Updates

Arch Enemy Drummer Says Fan Response to Lauren Hart Has Been Overwhelming

Arch Enemy's Daniel Erlandsson said fan response to new singer Lauren Hart exceeded his expectations, drawing an unexpected parallel to the Angela Gossow era.

Jamie Taylor2 min read
Published
Listen to this article0:00 min
Share this article:
Arch Enemy Drummer Says Fan Response to Lauren Hart Has Been Overwhelming
AI-generated illustration

When Arch Enemy took the stage with Lauren Hart for the first time, Daniel Erlandsson wasn't sure what to expect. What he got was something he called electric.

The Arch Enemy drummer spoke with Brazilian music journalist Igor Miranda about the band's early shows with Hart, who joined following Alissa White-Gluz's departure to pursue a solo career. Erlandsson's assessment was unambiguous: the crowd response exceeded everything he had anticipated.

"I think the response has been overwhelming. I could not expect that it would go that well, actually," Erlandsson said. "It seems like the fans, they see something in Lauren that they really like, and it kind of connects a little bit to Angela [Gossow]."

That comparison to Gossow, who helmed Arch Enemy through some of the band's most formative years before White-Gluz stepped in, carries genuine weight for a fanbase that has always prized sheer ferocity at the center of the band's sound. Hart, formerly of Once Human, brings a comparable aggression that apparently reads as familiar rather than foreign to longtime listeners.

Erlandsson framed White-Gluz's exit as natural and amicable, driven by her own creative ambitions rather than any internal fracture. Still, any frontperson change in a band with Arch Enemy's reach invites scrutiny, and Erlandsson made clear he was watching those first audiences closely. What he found was a crowd ready to meet Hart on her own terms.

For a drummer, a vocalist change is never simply a personnel swap. Pacing, dynamics, and set construction all shift when a new voice enters the mix, and the kit puts Erlandsson in the position best equipped to feel those adjustments in real time. His confidence in how the chemistry has already settled suggests the band found its footing quickly.

The immediate goal, Erlandsson said, is to tour relentlessly and prove Arch Enemy remains a "strong live band" in this configuration. The band described the moment as the beginning of "a new era," and given that even their own drummer was caught off guard by how well it landed, that era appears to have arrived ahead of schedule.

Know something we missed? Have a correction or additional information?

Submit a Tip

Never miss a story.
Get Drumming updates weekly.

The top stories delivered to your inbox.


Exercise requirements → Leave out the pictures and retype all the entries below exactly.

Dataset excerpts →
----------------

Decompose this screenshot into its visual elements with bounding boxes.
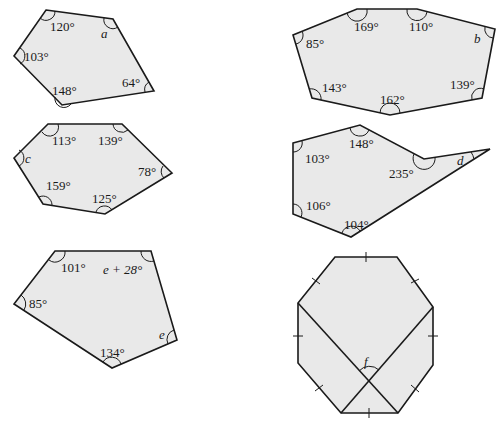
expression-angle-label: e + 28° (103, 262, 142, 277)
heptagon-b: 169° 110° 85° b 143° 162° 139° (293, 9, 495, 115)
angle-label: 159° (46, 178, 71, 193)
unknown-angle-label: d (457, 153, 464, 168)
angle-label: 148° (52, 83, 77, 98)
angle-label: 162° (380, 92, 405, 107)
unknown-angle-label: c (25, 151, 31, 166)
angle-label: 125° (92, 191, 117, 206)
unknown-angle-label: e (159, 327, 165, 342)
angle-label: 101° (61, 260, 86, 275)
angle-label: 103° (24, 49, 49, 64)
angle-label: 85° (306, 36, 324, 51)
angle-label: 106° (306, 198, 331, 213)
unknown-angle-label: a (101, 26, 108, 41)
angle-label: 139° (98, 133, 123, 148)
octagon-shape (298, 257, 433, 413)
angle-label: 103° (305, 151, 330, 166)
regular-octagon-f: f (293, 252, 438, 418)
angle-label: 139° (450, 77, 475, 92)
pentagon-a: 120° a 103° 148° 64° (14, 10, 154, 108)
angle-label: 64° (122, 75, 140, 90)
angle-label: 134° (100, 345, 125, 360)
hexagon-d-shape (293, 125, 490, 237)
angle-label: 148° (349, 136, 374, 151)
hexagon-d: 148° 103° 235° d 106° 104° (293, 125, 490, 237)
unknown-angle-label: b (474, 31, 481, 46)
hexagon-c: 113° 139° c 78° 159° 125° (14, 124, 172, 214)
angle-label: 235° (389, 166, 414, 181)
angle-label: 113° (52, 133, 76, 148)
angle-label: 169° (354, 19, 379, 34)
pentagon-e: 101° e + 28° 85° e 134° (14, 251, 177, 368)
polygon-exercise-figure: 120° a 103° 148° 64° 169° 110° 85° b 143… (0, 0, 503, 426)
angle-label: 78° (138, 164, 156, 179)
angle-label: 85° (29, 296, 47, 311)
angle-label: 143° (322, 80, 347, 95)
angle-label: 120° (50, 19, 75, 34)
angle-label: 104° (344, 217, 369, 232)
angle-label: 110° (409, 19, 433, 34)
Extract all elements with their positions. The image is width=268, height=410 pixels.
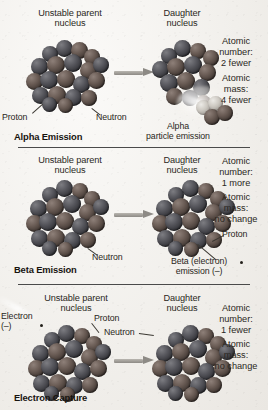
capture-transform-arrow <box>114 356 154 365</box>
capture-proton-label: Proton <box>94 314 134 324</box>
beta-parent-nucleus-label: Unstable parent nucleus <box>22 155 118 176</box>
panel-beta-emission: Unstable parent nucleus Daughter nucleus <box>0 148 268 285</box>
panel-alpha-emission: Unstable parent nucleus Daughter nucleus <box>0 0 268 148</box>
capture-parent-nucleus-label: Unstable parent nucleus <box>28 293 124 314</box>
beta-section-title: Beta Emission <box>14 264 77 275</box>
capture-neutron-label: Neutron <box>104 328 142 338</box>
capture-parent-nucleus <box>28 325 112 401</box>
capture-atomic-number-annotation: Atomic number: 1 fewer <box>207 303 265 336</box>
panel-electron-capture: Unstable parent nucleus Daughter nucleus… <box>0 285 268 410</box>
beta-atomic-number-annotation: Atomic number: 1 more <box>207 156 265 189</box>
alpha-atomic-number-annotation: Atomic number: 2 fewer <box>207 36 265 69</box>
beta-parent-nucleus <box>26 180 110 256</box>
figure-canvas: Unstable parent nucleus Daughter nucleus <box>0 0 268 410</box>
beta-atomic-mass-annotation: Atomic mass: no change <box>205 192 267 225</box>
beta-electron-emission-label: Beta (electron) emission (–) <box>160 257 238 277</box>
alpha-transform-arrow <box>114 68 154 77</box>
alpha-particle-emission-label: Alpha particle emission <box>132 122 224 142</box>
beta-proton-label: Proton <box>222 230 262 240</box>
alpha-proton-label: Proton <box>2 113 36 123</box>
beta-neutron-label: Neutron <box>92 253 134 263</box>
beta-electron-dot <box>240 261 243 264</box>
alpha-parent-nucleus-label: Unstable parent nucleus <box>22 8 118 29</box>
alpha-section-title: Alpha Emission <box>14 131 82 142</box>
capture-atomic-mass-annotation: Atomic mass: no change <box>205 339 267 372</box>
beta-transform-arrow <box>114 210 154 219</box>
capture-section-title: Electron Capture <box>14 392 87 403</box>
alpha-daughter-nucleus-label: Daughter nucleus <box>146 8 218 29</box>
alpha-atomic-mass-annotation: Atomic mass: 4 fewer <box>207 73 265 106</box>
alpha-parent-nucleus <box>26 40 110 112</box>
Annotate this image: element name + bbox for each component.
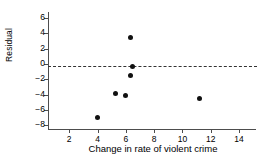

----------------

Exercise output →
Decompose this screenshot into its visual elements with bounding boxes.
expression-angle-label: e + 28° (103, 262, 142, 277)
heptagon-b: 169° 110° 85° b 143° 162° 139° (293, 9, 495, 115)
angle-label: 159° (46, 178, 71, 193)
unknown-angle-label: d (457, 153, 464, 168)
angle-label: 148° (52, 83, 77, 98)
angle-label: 162° (380, 92, 405, 107)
unknown-angle-label: c (25, 151, 31, 166)
angle-label: 125° (92, 191, 117, 206)
unknown-angle-label: e (159, 327, 165, 342)
angle-label: 101° (61, 260, 86, 275)
angle-label: 103° (24, 49, 49, 64)
angle-label: 85° (306, 36, 324, 51)
angle-label: 106° (306, 198, 331, 213)
unknown-angle-label: a (101, 26, 108, 41)
angle-label: 139° (98, 133, 123, 148)
octagon-shape (298, 257, 433, 413)
angle-label: 103° (305, 151, 330, 166)
regular-octagon-f: f (293, 252, 438, 418)
angle-label: 139° (450, 77, 475, 92)
pentagon-a: 120° a 103° 148° 64° (14, 10, 154, 108)
angle-label: 64° (122, 75, 140, 90)
angle-label: 134° (100, 345, 125, 360)
hexagon-d-shape (293, 125, 490, 237)
angle-label: 148° (349, 136, 374, 151)
hexagon-d: 148° 103° 235° d 106° 104° (293, 125, 490, 237)
unknown-angle-label: b (474, 31, 481, 46)
hexagon-c: 113° 139° c 78° 159° 125° (14, 124, 172, 214)
angle-label: 235° (389, 166, 414, 181)
angle-label: 113° (52, 133, 76, 148)
angle-label: 169° (354, 19, 379, 34)
pentagon-e: 101° e + 28° 85° e 134° (14, 251, 177, 368)
polygon-exercise-figure: 120° a 103° 148° 64° 169° 110° 85° b 143… (0, 0, 503, 426)
angle-label: 78° (138, 164, 156, 179)
angle-label: 85° (29, 296, 47, 311)
angle-label: 143° (322, 80, 347, 95)
angle-label: 120° (50, 19, 75, 34)
angle-label: 104° (344, 217, 369, 232)
angle-label: 110° (409, 19, 433, 34)
Extract all elements with their positions. The image is width=268, height=410 pixels.
capture-transform-arrow <box>114 356 154 365</box>
capture-proton-label: Proton <box>94 314 134 324</box>
beta-parent-nucleus-label: Unstable parent nucleus <box>22 155 118 176</box>
panel-beta-emission: Unstable parent nucleus Daughter nucleus <box>0 148 268 285</box>
panel-alpha-emission: Unstable parent nucleus Daughter nucleus <box>0 0 268 148</box>
capture-parent-nucleus-label: Unstable parent nucleus <box>28 293 124 314</box>
beta-section-title: Beta Emission <box>14 264 77 275</box>
capture-neutron-label: Neutron <box>104 328 142 338</box>
capture-parent-nucleus <box>28 325 112 401</box>
capture-atomic-number-annotation: Atomic number: 1 fewer <box>207 303 265 336</box>
panel-electron-capture: Unstable parent nucleus Daughter nucleus… <box>0 285 268 410</box>
beta-atomic-number-annotation: Atomic number: 1 more <box>207 156 265 189</box>
alpha-atomic-number-annotation: Atomic number: 2 fewer <box>207 36 265 69</box>
beta-parent-nucleus <box>26 180 110 256</box>
figure-canvas: Unstable parent nucleus Daughter nucleus <box>0 0 268 410</box>
beta-atomic-mass-annotation: Atomic mass: no change <box>205 192 267 225</box>
beta-electron-emission-label: Beta (electron) emission (–) <box>160 257 238 277</box>
alpha-transform-arrow <box>114 68 154 77</box>
alpha-particle-emission-label: Alpha particle emission <box>132 122 224 142</box>
beta-proton-label: Proton <box>222 230 262 240</box>
alpha-proton-label: Proton <box>2 113 36 123</box>
beta-neutron-label: Neutron <box>92 253 134 263</box>
beta-electron-dot <box>240 261 243 264</box>
alpha-parent-nucleus-label: Unstable parent nucleus <box>22 8 118 29</box>
alpha-section-title: Alpha Emission <box>14 131 82 142</box>
capture-atomic-mass-annotation: Atomic mass: no change <box>205 339 267 372</box>
beta-transform-arrow <box>114 210 154 219</box>
capture-section-title: Electron Capture <box>14 392 87 403</box>
alpha-daughter-nucleus-label: Daughter nucleus <box>146 8 218 29</box>
alpha-atomic-mass-annotation: Atomic mass: 4 fewer <box>207 73 265 106</box>
alpha-parent-nucleus <box>26 40 110 112</box>
Annotate this image: element name + bbox for each component.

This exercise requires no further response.